The FBI hijacks hundreds of computers remotely to protect them from Hafnium

According to an unprecedented move, the FBI is trying to protect hundreds of computers infected by the Hafnium hood. by they cut themselves, using the original hackers’ own tools (via TechCrunch).

The hack, which affected tens of thousands of Microsoft Exchange Server customers around the world and caused a “whole government ‘response” from the White House, apparently left a number of backdoors that could land any number of hackers back into those systems. Now the FBI has taken advantage of this by using the same web shells / backdoors to remotely remove themselves, an operation the agency calls a success.

“The FBI carried out the removal by issuing a command by the web shell to the server, which was designed to allow the server to remove only the web shell (identified by its unique file path),” the US Department of Justice explained.

The wild part of this is that owners of these Microsoft Exchange Servers are probably not yet aware of the FBI’s involvement; the justice department says it is only ‘trying to notify owners’ that they are trying to help. According to the agency, he does it all with the full approval of a court in Texas. You can read the warrant and application for unsealed searches and seizure here.

It will be interesting to see if this is a precedent for future responses to major hacks like Hafnium. Although I personally did not decide, it’s easy to argue that the FBI is providing a service to the world by removing a threat like this – although Microsoft may have been painfully slow with its initial response, Microsoft Exchange Server customers also now more than a month to load their own servers after several critical alerts. I wonder how many customers are going to be angry, and how grateful that the FBI, not some hacker, took advantage of the open door. We know that critical but local government infrastructure often has serious safety practices, which recently resulted in two local drinking water supplies being tampered with.

The FBI says thousands of systems were patched by their owners before embarking on the remote Hafnium backdoor removal, and that it only removed an early hood group’s remaining web shells that could be used for persistent, unauthorized access to U.S. networks. ”

“The removal of the malicious web shell approved by the court today shows the commitment of the department to disrupt burglary activities by using all our legal equipment, not just prosecutions,” the assistant attorney general said in a statement. John C. Demers, with the Department of National Security of the Department of Justice. .

By the way, today’s Patch Tuesday and Microsoft’s April 2021 security update contains new mitigations for Exchange Server vulnerabilities, according to CISA. Check if you have a local Exchange Server or if anyone knows what it is.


# Work task:
For the string "ulnar", find every matching line in the records and copy it.

[Figure collection entries]
§
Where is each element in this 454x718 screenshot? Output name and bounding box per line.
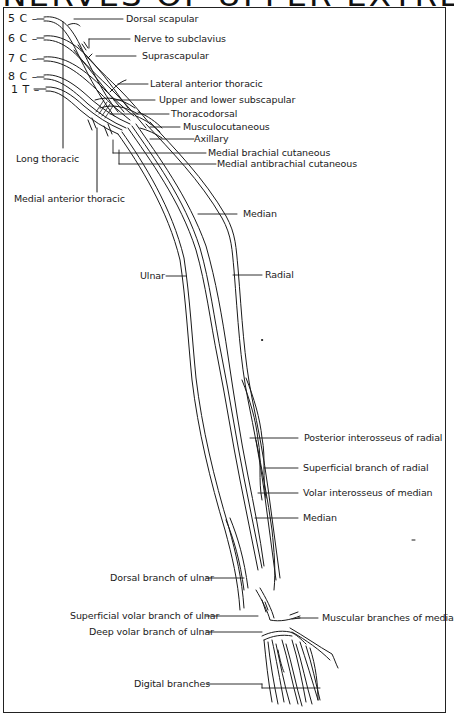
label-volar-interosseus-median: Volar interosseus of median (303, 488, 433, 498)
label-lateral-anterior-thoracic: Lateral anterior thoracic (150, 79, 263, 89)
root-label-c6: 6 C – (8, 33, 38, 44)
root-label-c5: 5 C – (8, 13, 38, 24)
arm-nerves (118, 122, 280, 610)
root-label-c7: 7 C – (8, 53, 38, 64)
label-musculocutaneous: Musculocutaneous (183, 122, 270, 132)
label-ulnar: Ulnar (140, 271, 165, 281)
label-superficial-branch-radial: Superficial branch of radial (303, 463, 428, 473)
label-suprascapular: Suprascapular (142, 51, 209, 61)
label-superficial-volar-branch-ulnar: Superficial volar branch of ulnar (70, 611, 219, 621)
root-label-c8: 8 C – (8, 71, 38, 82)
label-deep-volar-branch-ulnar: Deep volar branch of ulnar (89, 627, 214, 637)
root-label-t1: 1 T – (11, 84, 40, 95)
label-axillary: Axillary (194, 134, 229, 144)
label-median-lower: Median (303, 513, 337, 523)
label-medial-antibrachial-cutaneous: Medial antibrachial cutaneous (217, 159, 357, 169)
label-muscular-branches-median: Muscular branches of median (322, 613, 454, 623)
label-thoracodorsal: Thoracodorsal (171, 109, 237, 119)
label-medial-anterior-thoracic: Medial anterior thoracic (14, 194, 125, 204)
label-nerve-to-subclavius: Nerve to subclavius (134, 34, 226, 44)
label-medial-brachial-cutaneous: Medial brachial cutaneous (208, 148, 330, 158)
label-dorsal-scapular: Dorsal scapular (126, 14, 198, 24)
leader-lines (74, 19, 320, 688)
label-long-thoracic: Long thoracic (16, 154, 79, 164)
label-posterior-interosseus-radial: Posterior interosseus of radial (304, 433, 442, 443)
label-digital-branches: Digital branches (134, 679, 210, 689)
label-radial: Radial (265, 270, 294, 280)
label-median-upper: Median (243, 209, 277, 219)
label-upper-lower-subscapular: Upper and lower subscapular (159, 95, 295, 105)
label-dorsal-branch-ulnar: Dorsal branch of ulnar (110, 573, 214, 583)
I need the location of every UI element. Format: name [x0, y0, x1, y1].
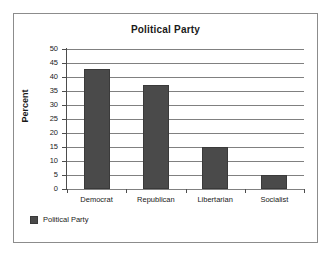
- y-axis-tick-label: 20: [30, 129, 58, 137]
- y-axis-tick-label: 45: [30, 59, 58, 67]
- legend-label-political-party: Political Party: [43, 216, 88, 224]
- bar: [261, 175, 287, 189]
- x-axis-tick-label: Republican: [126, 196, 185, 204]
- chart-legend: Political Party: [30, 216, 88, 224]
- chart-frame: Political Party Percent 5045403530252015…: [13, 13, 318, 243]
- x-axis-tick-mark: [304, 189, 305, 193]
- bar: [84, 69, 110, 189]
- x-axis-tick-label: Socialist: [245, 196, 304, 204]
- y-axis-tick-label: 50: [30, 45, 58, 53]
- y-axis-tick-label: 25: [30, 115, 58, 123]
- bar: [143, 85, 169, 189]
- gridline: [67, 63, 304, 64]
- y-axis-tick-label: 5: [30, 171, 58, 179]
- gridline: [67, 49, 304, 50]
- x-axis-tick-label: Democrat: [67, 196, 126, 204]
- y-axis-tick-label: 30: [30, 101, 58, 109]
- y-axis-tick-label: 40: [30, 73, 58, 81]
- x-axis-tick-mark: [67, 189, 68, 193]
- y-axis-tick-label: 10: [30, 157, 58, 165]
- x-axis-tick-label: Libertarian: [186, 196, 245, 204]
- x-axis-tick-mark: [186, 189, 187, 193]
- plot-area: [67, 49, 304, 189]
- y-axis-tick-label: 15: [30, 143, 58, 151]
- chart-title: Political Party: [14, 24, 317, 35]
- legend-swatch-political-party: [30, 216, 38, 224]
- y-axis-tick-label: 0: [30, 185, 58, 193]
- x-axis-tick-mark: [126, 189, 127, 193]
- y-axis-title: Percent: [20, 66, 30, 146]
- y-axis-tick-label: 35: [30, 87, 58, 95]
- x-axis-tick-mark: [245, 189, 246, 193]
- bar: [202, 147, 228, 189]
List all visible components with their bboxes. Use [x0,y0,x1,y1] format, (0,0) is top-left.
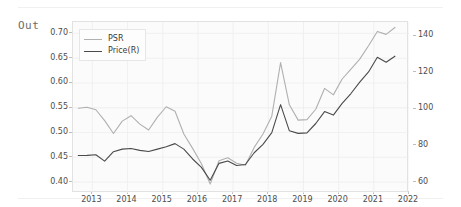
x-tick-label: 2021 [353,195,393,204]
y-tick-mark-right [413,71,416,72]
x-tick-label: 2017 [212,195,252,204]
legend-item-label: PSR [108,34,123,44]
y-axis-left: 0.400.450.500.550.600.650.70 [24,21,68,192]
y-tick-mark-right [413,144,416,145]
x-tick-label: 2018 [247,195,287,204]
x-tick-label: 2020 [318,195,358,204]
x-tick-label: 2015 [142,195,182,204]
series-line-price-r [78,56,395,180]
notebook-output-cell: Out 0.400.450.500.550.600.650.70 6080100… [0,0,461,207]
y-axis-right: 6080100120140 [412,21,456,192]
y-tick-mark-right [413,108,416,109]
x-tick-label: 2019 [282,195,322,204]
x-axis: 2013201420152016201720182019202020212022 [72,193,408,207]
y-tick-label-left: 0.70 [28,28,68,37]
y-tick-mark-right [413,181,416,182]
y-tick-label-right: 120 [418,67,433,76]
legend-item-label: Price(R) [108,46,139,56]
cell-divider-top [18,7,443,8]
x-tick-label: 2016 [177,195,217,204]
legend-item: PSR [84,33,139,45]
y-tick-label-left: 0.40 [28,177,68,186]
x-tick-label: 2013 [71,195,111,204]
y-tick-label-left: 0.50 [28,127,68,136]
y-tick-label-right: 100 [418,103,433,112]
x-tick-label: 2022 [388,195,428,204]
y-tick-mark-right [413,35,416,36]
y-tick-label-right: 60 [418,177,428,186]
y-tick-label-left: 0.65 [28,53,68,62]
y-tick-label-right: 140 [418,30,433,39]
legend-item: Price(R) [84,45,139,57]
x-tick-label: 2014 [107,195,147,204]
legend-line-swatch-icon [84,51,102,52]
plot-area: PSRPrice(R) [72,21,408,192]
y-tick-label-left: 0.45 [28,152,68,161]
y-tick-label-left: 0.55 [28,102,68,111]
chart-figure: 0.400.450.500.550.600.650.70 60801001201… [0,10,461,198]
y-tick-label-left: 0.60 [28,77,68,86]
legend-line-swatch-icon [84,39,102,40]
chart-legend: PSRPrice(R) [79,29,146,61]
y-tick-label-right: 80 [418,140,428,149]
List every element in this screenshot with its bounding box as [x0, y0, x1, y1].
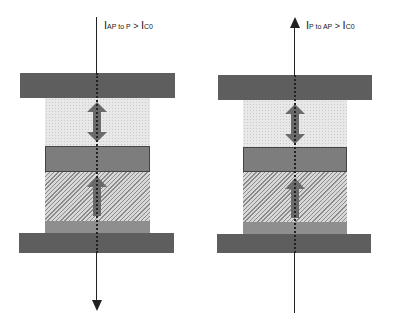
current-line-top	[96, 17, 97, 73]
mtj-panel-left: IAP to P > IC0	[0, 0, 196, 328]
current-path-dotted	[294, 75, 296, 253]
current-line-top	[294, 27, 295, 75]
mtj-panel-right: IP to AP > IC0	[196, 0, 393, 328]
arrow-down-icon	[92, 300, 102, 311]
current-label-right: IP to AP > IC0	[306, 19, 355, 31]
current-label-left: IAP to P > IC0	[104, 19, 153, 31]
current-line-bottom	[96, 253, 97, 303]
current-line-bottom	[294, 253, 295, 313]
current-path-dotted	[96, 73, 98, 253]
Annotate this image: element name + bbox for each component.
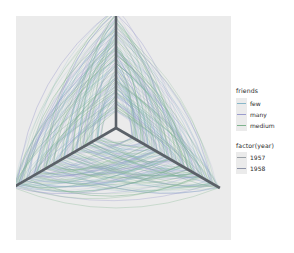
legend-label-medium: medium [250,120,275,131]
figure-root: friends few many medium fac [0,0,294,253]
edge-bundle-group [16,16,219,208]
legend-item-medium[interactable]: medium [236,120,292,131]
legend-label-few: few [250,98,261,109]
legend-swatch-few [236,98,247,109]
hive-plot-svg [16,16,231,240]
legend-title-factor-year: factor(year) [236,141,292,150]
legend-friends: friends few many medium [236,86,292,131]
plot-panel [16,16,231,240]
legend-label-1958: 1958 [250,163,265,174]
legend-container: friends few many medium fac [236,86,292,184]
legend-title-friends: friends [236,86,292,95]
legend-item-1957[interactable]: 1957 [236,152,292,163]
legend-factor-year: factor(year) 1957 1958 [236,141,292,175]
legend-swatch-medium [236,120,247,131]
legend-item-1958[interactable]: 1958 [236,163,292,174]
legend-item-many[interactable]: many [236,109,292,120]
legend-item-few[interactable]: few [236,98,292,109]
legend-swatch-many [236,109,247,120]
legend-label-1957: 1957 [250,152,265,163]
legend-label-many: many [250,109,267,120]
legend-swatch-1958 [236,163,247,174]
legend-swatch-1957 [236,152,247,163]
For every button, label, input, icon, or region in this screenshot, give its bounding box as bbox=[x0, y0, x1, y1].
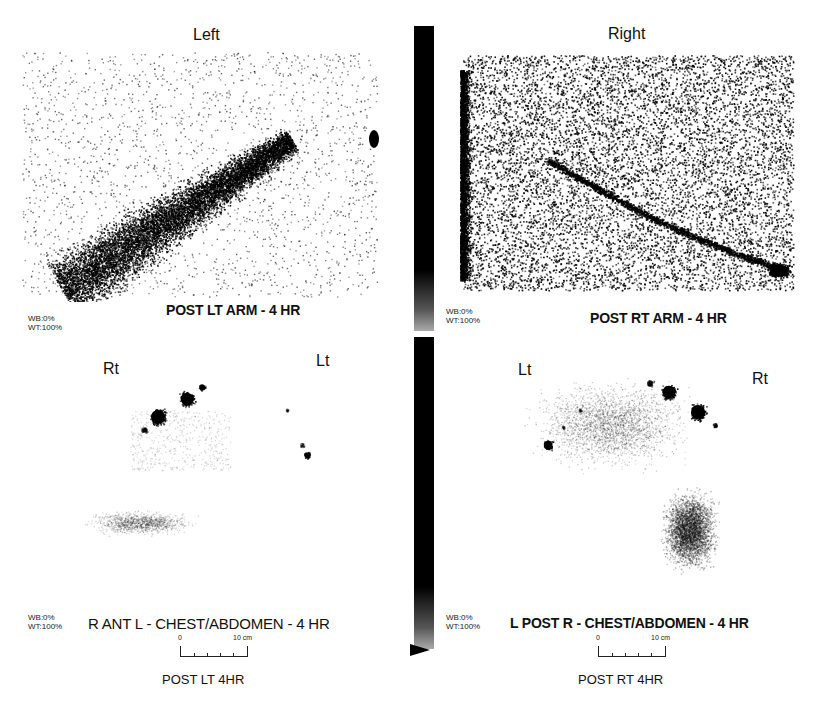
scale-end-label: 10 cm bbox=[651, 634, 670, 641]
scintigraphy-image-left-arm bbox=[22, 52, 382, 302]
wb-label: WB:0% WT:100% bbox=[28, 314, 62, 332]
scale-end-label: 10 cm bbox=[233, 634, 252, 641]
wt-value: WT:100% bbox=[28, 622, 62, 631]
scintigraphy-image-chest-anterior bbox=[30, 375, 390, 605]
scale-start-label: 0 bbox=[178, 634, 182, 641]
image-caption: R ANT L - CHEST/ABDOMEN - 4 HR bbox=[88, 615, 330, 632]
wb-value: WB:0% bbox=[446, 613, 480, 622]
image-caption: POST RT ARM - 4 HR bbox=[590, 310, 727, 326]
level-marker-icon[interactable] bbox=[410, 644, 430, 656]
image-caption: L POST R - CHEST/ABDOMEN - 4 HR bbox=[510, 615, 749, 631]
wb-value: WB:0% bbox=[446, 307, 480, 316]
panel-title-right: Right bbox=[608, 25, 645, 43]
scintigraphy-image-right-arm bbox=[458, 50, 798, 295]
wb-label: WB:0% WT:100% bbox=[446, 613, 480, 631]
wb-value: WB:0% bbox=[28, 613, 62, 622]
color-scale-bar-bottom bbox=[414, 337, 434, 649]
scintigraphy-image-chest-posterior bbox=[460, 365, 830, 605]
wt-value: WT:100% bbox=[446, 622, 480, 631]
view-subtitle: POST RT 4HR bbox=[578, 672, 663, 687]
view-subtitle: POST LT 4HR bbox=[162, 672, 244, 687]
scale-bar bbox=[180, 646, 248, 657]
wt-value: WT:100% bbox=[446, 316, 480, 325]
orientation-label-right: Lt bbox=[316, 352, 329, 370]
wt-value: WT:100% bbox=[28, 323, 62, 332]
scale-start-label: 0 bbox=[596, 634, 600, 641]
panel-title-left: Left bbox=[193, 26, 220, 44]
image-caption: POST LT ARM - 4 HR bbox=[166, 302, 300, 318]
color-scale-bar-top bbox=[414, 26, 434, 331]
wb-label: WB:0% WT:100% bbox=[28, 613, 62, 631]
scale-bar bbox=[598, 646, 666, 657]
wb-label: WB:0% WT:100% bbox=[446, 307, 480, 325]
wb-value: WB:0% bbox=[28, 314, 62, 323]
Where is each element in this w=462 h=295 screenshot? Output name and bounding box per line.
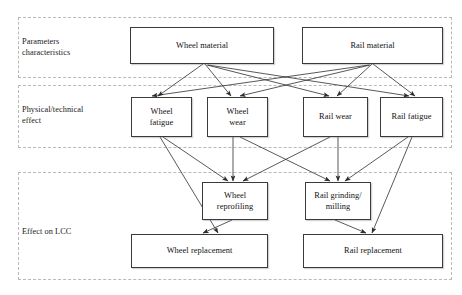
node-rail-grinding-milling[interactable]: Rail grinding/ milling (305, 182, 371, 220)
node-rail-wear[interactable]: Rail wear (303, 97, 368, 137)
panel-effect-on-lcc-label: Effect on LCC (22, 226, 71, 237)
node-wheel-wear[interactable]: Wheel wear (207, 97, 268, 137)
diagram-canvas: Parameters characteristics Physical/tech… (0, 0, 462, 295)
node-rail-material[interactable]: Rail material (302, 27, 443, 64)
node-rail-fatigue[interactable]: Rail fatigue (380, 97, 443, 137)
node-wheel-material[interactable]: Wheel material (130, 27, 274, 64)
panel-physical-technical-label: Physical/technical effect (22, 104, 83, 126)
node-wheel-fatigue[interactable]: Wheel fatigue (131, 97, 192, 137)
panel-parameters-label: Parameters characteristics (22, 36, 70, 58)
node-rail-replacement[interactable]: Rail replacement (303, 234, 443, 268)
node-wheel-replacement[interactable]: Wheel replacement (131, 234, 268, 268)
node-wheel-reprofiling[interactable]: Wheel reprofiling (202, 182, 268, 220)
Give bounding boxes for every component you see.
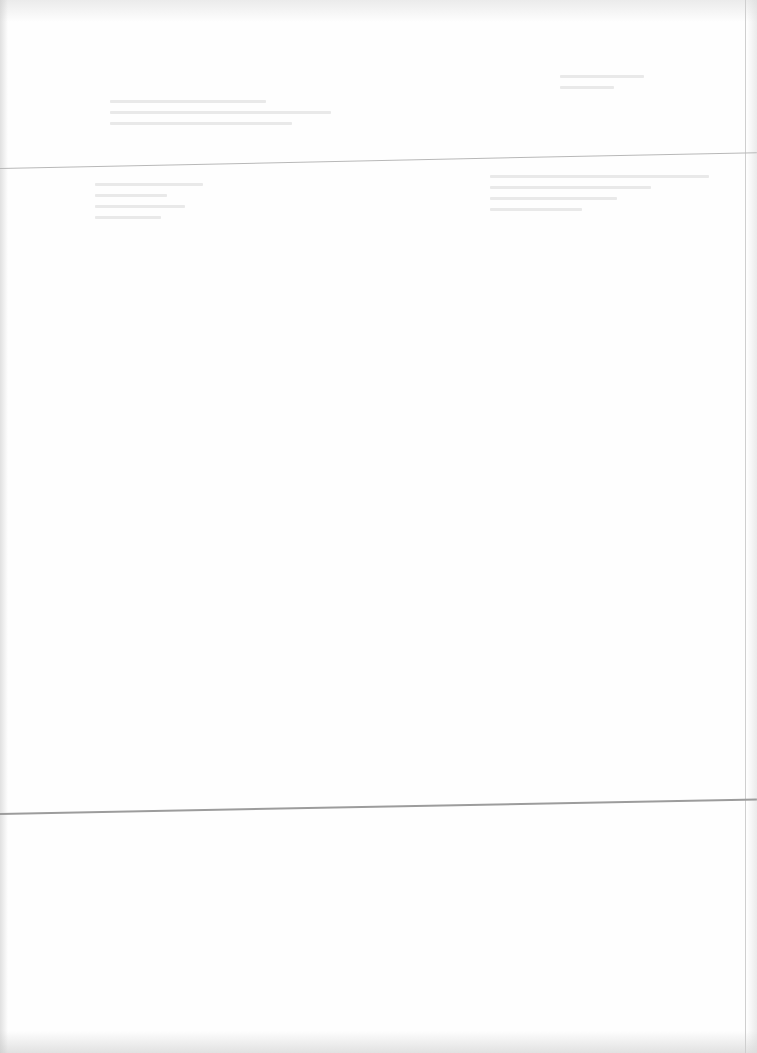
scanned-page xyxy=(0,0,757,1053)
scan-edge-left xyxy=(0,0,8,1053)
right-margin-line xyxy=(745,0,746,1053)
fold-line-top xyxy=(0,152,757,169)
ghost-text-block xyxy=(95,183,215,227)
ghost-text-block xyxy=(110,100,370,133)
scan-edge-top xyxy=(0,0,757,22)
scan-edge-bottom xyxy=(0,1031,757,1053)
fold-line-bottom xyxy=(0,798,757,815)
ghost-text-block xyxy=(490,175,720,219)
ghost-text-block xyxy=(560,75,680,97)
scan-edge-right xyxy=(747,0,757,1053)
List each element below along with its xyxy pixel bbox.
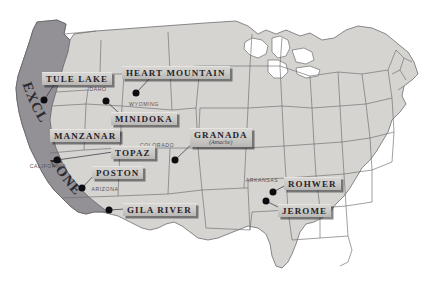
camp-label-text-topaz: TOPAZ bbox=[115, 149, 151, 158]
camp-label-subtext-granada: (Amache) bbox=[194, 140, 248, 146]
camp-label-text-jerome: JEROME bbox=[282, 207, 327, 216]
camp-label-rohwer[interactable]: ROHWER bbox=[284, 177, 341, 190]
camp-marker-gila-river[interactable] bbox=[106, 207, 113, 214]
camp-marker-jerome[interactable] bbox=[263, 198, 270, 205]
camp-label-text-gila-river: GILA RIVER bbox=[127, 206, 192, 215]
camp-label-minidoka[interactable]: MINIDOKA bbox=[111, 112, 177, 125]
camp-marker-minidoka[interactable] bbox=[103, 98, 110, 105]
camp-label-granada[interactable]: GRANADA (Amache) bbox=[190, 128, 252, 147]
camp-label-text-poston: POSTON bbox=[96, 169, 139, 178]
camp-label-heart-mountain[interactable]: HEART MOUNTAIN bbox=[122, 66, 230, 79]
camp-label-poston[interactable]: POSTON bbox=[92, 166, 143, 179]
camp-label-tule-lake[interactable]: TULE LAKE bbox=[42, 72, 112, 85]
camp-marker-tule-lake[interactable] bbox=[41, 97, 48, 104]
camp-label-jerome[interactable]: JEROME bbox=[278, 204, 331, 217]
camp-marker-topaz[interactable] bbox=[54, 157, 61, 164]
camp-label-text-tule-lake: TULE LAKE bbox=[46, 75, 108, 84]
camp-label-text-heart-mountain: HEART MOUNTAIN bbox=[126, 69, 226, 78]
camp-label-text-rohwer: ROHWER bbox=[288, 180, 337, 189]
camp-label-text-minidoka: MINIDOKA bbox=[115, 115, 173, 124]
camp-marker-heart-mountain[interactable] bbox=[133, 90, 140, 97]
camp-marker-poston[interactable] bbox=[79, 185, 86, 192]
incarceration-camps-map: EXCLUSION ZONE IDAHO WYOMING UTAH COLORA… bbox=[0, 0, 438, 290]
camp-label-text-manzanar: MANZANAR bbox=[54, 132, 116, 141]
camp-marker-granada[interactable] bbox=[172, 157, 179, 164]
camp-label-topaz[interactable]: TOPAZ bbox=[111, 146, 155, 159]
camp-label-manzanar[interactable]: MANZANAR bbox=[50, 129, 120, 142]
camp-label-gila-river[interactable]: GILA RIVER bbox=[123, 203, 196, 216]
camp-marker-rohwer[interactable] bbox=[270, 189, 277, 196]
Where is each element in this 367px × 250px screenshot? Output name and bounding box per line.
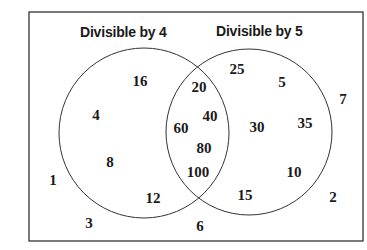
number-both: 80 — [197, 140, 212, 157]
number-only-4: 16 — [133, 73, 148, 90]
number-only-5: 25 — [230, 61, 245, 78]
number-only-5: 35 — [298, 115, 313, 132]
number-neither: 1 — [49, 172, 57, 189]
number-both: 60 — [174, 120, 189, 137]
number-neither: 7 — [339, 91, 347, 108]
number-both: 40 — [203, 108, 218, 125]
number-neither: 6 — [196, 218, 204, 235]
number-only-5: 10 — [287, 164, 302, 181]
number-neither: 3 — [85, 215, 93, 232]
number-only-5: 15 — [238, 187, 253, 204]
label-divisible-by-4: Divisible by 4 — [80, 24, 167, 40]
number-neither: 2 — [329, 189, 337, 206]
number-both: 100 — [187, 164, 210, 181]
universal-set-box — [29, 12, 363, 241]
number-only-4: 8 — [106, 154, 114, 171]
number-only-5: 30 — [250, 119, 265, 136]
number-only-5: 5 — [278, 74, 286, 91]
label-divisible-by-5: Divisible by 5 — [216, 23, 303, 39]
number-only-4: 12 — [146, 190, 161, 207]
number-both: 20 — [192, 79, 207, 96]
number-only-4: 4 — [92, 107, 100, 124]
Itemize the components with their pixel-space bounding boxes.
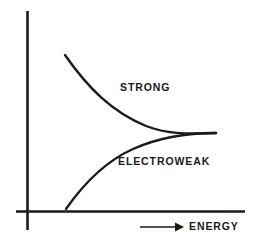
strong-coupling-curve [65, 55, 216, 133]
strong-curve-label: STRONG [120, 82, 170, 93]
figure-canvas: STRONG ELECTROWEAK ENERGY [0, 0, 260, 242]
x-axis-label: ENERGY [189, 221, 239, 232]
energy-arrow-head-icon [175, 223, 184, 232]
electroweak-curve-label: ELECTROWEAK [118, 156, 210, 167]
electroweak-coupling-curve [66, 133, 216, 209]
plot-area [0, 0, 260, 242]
§
# Response:
label-ulnar: Ulnar (140, 271, 165, 281)
label-superficial-volar-branch-ulnar: Superficial volar branch of ulnar (70, 611, 219, 621)
label-deep-volar-branch-ulnar: Deep volar branch of ulnar (89, 627, 214, 637)
label-dorsal-branch-ulnar: Dorsal branch of ulnar (110, 573, 214, 583)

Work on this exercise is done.